Quinn rolled her eyes, but said nothing; what was the point? They were almost to her car when his phone beeped.
He scanned the message. "Huh…that's weird."
"What?"
"Nothing." His face closed in a way that made her nervous. She snatched the phone.
Can u come over
at 4:00? Thx.
Her cheeks burned. "Another one of your clients? Needing a service?" She wasn't jealous; it was just disgusting, thinking of these old—
"No!" Puck grabbed the phone back. "Lay off, willya? It's just Berry."
Oh, for God's sake. Rachel again! Was she systematically trying to appropriate everything (and everyone) that was, or had been, Quinn's?
"Not that you care," Puck taunted.
She fixed him with her iciest glare. "If you want to spend the afternoon with Holly Hobbie, that's up to you. Maybe she'll let you rearrange her Care Bears." Climbing into the car, she nearly slammed the door on Puck's fingertips.
The next day, she sat in Mr. Schuester's office and lied, with perfect composure and a vicious sense of satisfaction. "It was Rachel. Let's face it, I'm kind of a bitch to her."
Mr. Schue didn't buy it.
-0-0-0-
Stretching her cramped legs out in front of her, Quinn glanced at the clock: 9:57. No sign of a certain dark gray truck. For the third night in a row.
No time to dwell on it, though; she still had five geometry proofs to do. Rifling through her notebook, she came upon the sketch she'd done two months ago.
God, she'd been stupid.
Had she really thought that Puck would be ready to be a father? That, somehow, they'd make it, juggling homework and no sleep and Glee and diapers and whatever miserable jobs they could find?
Ridiculous, she saw now.

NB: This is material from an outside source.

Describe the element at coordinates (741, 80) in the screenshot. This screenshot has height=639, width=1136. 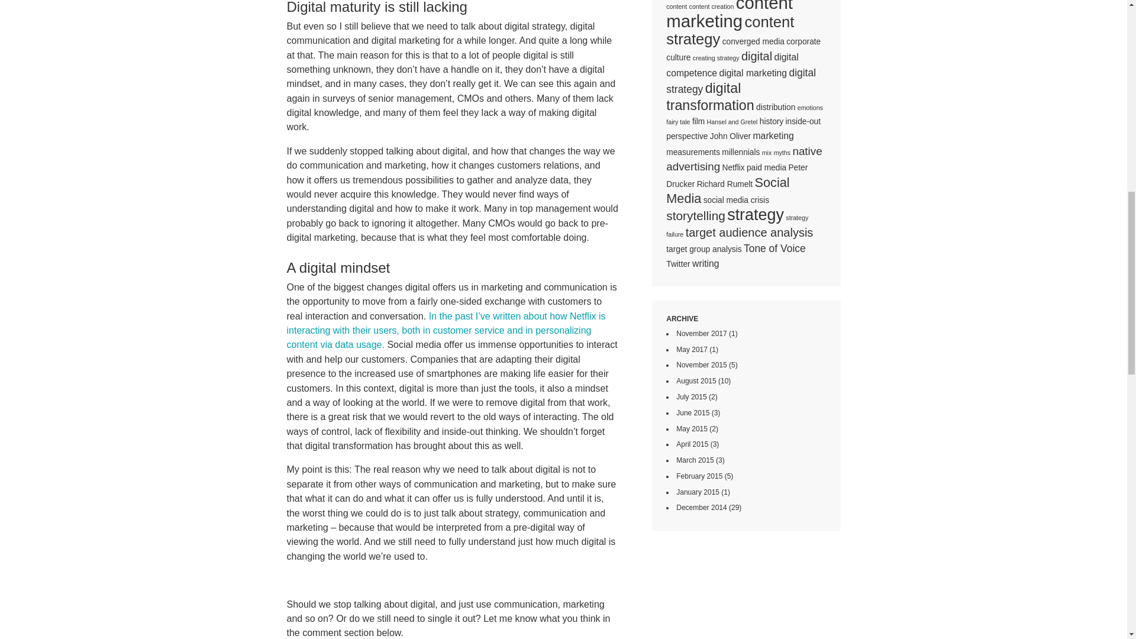
I see `digital strategy` at that location.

Puck was still such a...boy...sometimes, lapping up female attention and orchestrating stupid revenge pranks.
Not that she was a model of maturity herself. Hadn't she made the Glist because she was tired of being ignored? Tired of feeling like she'd had everything taken from her?
The baby deserved better.
She pulled the pamphlets out of the filebox where she'd thrown them after her last OB/GYN appointment: Adoption in the State of Ohio and Open Adoption: Is It Right for You?
Her doctor had already given her a list of agencies, and she knew that Puck's mom thought they should give the baby up. (Her own parents, of course, were maintaining radio silence; she thought bitterly that they'd probably prefer a holy retribution scenario where mother and baby died tragically in childbirth.)

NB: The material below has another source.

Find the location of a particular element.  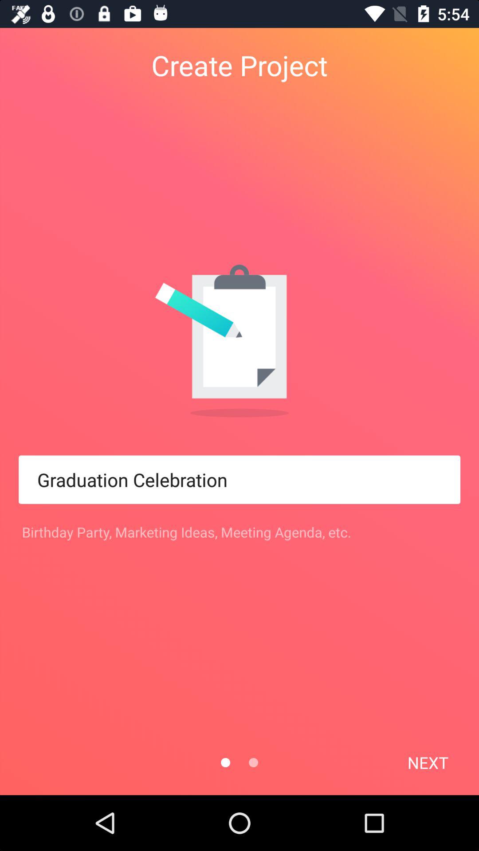

open next at the bottom right corner is located at coordinates (427, 763).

Adoption would make everything easier. She was due on the 25th of June; she could be back in shape—back in her old life—by fall…as if this whole miserable year never happened. Like a rock thrown into a lake that makes a huge splash…but then sinks, the water closing smoothly over it.
It was the right thing to do. The best thing to do.
So why did it hurt so much?
The shiny paper blurred, photos of hopeful-looking couples swimming in her watery vision. She threw the pamphlet down and collapsed on the desk, sobbing.
The little sketch family puddled and ran, borne away on a tide of inky tears.
-0-0-0-
In the end, Mr. Schuester figured out that she made the Glist…because, he said, she had "lost so much." He covered for her, of course; he was just that kind of teacher. And she felt a little better, hearing his vision of her future as the new-and-improved Quinn Fabray. (Even if something in her twisted at the thought of being alone in her body again.)
It was over. She couldn't fight anymore. When Rachel debuted her "Run Joey Run" video, she just sat, mutely accepting that her time was past. (She couldn't help the pang of hurt that danced across her face when she saw Puck, or the tiny burst of triumph she felt when Finn accused Rachel of using them all.)
And later, when Puck took her hand in his version of an apology, she let him. They left the choir room linked not by the shivery thrill of romance, but the raw weight of their unhappiness.
Once upon a time I was falling in love
Now I'm only falling apart
Nothing I can do
Total eclipse of the heart
TO BE CONTINUED
If you have the time, I'd love to hear your thoughts…thanks!